Stored data entries =
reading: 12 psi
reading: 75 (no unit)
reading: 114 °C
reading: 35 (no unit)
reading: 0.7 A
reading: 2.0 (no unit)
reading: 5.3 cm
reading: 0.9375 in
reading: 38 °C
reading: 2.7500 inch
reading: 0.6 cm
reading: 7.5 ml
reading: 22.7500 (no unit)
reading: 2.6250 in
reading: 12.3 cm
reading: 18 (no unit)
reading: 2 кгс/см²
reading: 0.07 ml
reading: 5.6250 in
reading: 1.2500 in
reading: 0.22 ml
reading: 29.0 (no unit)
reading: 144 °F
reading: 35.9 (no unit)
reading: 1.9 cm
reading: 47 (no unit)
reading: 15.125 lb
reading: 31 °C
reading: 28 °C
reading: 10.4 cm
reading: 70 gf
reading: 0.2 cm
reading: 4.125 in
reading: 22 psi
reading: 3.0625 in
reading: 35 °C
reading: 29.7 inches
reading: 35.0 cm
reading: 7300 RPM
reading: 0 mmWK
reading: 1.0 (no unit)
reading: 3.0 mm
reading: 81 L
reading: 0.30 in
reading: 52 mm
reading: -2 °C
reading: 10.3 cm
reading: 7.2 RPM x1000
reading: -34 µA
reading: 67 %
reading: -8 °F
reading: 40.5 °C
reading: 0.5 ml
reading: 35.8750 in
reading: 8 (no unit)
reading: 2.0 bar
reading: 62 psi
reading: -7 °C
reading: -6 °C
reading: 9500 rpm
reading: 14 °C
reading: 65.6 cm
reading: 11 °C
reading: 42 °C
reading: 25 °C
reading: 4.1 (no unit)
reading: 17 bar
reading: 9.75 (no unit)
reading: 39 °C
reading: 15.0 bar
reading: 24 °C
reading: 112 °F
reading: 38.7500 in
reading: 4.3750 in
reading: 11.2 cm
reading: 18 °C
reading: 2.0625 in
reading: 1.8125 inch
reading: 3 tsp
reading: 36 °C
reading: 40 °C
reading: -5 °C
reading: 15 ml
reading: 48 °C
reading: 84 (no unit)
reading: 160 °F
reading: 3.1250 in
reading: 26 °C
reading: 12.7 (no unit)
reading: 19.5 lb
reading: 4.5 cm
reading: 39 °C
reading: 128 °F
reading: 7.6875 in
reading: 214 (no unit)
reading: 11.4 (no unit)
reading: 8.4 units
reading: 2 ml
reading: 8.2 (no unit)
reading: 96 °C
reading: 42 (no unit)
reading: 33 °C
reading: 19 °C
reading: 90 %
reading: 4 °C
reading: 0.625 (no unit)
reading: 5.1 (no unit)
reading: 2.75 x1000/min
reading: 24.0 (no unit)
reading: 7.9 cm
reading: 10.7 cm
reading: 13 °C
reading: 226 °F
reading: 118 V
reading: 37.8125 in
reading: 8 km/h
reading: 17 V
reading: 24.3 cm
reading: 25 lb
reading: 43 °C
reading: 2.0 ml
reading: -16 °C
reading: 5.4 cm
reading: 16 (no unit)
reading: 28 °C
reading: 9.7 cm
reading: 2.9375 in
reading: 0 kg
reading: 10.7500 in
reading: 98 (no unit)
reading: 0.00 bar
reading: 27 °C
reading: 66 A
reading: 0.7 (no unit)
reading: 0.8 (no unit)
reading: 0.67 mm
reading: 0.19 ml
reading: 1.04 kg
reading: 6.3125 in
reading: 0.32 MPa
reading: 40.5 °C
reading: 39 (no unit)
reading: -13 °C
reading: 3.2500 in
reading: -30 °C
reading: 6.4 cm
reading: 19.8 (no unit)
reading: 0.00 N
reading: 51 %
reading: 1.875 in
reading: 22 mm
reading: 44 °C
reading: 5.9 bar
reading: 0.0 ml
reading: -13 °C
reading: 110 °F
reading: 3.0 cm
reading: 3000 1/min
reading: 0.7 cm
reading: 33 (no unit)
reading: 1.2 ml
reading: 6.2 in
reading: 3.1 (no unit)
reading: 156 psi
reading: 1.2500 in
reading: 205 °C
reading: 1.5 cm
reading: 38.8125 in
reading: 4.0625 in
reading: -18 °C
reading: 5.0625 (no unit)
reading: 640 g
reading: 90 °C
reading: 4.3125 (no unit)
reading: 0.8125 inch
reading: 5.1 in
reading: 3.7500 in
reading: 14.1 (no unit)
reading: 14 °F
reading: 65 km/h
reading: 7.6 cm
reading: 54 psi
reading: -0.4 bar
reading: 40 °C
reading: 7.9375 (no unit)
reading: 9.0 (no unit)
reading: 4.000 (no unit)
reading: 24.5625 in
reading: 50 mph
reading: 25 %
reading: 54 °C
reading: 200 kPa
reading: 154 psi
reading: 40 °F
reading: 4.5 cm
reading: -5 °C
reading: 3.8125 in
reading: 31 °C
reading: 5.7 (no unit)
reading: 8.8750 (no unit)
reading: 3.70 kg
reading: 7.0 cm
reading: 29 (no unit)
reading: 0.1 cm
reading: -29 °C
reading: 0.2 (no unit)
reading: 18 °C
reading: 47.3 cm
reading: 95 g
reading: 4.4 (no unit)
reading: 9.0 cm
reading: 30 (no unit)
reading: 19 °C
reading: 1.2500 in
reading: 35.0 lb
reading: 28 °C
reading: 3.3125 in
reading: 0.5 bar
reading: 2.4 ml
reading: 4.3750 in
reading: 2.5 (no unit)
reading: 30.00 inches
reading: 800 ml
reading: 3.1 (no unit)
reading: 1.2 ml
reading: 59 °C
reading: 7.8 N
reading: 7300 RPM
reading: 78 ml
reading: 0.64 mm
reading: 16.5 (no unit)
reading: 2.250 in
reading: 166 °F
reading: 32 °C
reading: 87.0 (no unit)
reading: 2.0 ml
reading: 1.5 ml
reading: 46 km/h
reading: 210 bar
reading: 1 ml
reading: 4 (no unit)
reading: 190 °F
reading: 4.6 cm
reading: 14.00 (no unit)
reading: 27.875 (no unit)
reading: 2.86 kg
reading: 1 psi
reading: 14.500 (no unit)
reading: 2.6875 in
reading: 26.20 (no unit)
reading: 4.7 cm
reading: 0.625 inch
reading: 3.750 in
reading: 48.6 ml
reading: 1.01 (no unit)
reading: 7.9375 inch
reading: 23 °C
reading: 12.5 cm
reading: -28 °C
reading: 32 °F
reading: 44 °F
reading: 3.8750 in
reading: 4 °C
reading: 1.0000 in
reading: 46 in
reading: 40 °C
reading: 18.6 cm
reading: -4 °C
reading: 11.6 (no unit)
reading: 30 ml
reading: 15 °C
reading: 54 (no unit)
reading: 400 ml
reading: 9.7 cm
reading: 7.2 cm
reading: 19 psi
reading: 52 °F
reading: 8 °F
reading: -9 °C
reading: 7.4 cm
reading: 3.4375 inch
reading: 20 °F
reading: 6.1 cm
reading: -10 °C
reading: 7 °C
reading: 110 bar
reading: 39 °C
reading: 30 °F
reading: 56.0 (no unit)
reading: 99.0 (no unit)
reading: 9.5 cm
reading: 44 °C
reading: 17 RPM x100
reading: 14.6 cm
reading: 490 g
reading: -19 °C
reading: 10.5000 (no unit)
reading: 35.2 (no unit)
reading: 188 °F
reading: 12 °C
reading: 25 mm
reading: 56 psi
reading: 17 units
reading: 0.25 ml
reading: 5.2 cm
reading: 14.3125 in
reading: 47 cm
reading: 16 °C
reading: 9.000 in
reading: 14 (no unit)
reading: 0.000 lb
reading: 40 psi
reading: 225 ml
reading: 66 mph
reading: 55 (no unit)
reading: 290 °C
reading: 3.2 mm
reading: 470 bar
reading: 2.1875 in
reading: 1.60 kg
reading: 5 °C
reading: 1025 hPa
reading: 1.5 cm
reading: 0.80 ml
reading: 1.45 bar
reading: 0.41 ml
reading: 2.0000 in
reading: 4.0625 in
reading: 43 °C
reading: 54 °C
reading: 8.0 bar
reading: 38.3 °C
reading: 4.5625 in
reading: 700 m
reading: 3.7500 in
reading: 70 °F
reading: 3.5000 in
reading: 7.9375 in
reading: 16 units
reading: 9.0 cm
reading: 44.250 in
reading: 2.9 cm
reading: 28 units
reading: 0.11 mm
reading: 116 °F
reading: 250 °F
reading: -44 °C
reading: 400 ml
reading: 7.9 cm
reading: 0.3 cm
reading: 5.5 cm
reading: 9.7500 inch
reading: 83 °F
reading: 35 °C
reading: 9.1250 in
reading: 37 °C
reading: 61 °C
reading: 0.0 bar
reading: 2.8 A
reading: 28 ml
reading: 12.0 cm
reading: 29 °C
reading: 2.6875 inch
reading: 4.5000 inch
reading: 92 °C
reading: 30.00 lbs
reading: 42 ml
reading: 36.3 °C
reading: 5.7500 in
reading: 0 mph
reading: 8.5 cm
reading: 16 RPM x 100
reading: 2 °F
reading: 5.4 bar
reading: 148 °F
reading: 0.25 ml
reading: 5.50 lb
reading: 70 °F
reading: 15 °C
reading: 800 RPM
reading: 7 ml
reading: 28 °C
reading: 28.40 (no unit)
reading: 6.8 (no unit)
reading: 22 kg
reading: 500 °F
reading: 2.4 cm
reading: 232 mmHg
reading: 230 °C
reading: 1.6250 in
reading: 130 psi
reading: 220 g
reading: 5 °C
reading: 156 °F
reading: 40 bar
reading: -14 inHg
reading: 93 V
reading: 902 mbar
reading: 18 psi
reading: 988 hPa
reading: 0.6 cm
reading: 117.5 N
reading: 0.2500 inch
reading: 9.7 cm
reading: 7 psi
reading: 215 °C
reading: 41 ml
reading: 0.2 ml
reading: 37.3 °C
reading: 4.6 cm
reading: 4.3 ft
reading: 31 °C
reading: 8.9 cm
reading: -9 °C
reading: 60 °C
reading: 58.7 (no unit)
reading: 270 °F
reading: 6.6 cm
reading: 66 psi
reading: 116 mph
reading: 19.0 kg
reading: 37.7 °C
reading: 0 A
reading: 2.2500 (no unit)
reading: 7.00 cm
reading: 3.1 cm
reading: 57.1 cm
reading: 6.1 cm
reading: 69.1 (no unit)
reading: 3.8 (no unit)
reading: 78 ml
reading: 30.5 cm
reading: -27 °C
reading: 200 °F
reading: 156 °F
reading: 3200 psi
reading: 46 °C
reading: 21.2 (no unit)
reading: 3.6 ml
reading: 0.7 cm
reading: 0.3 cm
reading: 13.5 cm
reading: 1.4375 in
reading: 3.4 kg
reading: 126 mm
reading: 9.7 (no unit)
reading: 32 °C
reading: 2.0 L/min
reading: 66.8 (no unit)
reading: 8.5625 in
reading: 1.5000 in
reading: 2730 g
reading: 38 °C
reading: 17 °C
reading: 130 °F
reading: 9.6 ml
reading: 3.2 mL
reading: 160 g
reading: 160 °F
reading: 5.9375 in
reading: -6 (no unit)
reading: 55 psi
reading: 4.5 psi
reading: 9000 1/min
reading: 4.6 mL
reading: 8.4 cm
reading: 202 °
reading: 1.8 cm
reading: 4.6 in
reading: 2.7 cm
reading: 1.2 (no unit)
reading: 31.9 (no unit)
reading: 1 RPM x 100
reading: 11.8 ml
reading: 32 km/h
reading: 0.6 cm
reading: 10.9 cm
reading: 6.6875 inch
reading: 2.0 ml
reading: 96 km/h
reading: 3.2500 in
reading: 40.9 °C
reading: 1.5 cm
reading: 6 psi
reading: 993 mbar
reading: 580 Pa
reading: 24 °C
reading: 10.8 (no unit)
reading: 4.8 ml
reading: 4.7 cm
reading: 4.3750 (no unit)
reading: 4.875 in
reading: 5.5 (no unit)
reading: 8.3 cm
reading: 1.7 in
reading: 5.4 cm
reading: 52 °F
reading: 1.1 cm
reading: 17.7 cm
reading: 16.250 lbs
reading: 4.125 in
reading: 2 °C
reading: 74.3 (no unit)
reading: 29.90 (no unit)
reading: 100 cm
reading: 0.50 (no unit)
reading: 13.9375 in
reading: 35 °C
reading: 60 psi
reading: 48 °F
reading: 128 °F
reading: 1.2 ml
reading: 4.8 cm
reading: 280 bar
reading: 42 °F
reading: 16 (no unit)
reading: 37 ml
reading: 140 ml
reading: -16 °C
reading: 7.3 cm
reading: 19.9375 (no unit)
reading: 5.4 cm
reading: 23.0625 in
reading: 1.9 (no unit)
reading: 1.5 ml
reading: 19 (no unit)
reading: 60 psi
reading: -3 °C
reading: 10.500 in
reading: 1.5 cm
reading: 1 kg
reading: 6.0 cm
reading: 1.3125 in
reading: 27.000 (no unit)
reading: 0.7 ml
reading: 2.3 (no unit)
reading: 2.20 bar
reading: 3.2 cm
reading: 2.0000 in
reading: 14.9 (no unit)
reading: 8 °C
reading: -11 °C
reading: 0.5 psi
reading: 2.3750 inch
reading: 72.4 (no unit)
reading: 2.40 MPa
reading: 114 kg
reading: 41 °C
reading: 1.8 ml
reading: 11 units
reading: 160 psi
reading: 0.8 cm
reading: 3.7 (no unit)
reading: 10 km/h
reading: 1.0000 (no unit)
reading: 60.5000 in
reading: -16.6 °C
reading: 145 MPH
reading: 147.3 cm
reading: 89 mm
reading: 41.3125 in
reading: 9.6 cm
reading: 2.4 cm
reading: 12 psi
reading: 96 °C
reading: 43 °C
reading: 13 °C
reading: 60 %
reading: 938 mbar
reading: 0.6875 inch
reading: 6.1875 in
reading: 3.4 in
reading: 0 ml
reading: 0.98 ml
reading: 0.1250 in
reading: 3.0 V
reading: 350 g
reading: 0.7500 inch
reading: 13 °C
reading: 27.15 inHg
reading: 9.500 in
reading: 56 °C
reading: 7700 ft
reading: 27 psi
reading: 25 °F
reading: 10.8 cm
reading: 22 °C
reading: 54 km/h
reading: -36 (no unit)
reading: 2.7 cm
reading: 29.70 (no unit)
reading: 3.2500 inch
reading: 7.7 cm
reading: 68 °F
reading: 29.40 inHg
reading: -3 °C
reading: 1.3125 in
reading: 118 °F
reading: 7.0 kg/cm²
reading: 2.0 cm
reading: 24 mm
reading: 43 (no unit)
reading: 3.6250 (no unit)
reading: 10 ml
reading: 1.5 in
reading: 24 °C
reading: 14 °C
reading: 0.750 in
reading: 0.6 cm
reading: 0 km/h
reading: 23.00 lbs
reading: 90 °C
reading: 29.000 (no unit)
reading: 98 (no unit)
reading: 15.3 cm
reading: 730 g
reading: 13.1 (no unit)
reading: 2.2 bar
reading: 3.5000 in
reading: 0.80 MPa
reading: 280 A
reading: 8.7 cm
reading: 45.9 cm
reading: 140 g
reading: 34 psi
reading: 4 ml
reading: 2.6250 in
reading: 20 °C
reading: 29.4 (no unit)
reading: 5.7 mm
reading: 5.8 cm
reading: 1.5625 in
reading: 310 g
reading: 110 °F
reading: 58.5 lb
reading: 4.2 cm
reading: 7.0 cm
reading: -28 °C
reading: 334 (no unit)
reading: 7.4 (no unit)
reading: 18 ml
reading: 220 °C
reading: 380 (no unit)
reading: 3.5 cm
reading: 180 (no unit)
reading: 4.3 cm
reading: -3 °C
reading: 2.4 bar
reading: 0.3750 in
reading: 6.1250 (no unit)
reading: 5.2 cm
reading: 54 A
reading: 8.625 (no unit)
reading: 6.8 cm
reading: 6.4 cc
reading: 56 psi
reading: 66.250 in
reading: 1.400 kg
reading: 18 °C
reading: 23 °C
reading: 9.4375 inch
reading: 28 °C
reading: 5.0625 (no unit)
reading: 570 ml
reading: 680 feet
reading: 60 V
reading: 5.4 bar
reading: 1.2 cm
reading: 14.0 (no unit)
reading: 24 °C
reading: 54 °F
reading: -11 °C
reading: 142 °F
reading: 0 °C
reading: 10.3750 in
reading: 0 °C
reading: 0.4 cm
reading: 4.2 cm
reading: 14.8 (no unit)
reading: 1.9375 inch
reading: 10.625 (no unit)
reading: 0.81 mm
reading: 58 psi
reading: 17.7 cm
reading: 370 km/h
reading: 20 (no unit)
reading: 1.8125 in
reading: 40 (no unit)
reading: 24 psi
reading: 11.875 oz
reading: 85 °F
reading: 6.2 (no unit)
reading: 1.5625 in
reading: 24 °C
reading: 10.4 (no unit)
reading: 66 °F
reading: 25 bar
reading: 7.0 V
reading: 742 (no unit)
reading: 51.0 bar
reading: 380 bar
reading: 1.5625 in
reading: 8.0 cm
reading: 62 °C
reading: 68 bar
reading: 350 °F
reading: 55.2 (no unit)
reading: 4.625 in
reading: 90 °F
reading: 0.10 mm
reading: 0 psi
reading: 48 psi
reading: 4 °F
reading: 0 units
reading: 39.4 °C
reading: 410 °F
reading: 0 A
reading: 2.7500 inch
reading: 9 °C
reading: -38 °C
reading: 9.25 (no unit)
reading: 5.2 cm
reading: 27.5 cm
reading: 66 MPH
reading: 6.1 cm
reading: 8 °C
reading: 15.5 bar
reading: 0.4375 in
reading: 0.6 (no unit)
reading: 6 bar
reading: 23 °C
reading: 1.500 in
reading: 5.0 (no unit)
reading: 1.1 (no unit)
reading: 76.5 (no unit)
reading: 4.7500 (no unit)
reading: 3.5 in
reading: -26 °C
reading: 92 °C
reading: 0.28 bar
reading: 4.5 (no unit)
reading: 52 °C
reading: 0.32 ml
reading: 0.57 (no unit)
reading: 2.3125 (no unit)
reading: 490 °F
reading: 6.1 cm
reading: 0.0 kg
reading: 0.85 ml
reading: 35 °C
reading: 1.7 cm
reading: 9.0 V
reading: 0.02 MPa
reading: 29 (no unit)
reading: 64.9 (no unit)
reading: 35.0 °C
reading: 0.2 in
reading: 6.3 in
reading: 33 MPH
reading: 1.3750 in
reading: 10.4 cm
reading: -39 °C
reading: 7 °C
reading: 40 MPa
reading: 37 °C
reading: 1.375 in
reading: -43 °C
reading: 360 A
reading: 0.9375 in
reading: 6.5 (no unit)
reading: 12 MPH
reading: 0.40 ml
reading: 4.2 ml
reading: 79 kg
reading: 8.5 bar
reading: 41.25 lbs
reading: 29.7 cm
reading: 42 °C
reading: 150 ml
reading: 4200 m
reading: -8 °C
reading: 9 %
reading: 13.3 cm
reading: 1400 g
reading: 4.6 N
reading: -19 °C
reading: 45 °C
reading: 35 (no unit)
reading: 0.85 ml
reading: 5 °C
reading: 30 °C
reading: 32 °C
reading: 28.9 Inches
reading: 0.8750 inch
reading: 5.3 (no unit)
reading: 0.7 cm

Requirement = Reproduce each line above that contains "units".

Answer to this problem =
reading: 8.4 units
reading: 17 units
reading: 16 units
reading: 28 units
reading: 11 units
reading: 0 units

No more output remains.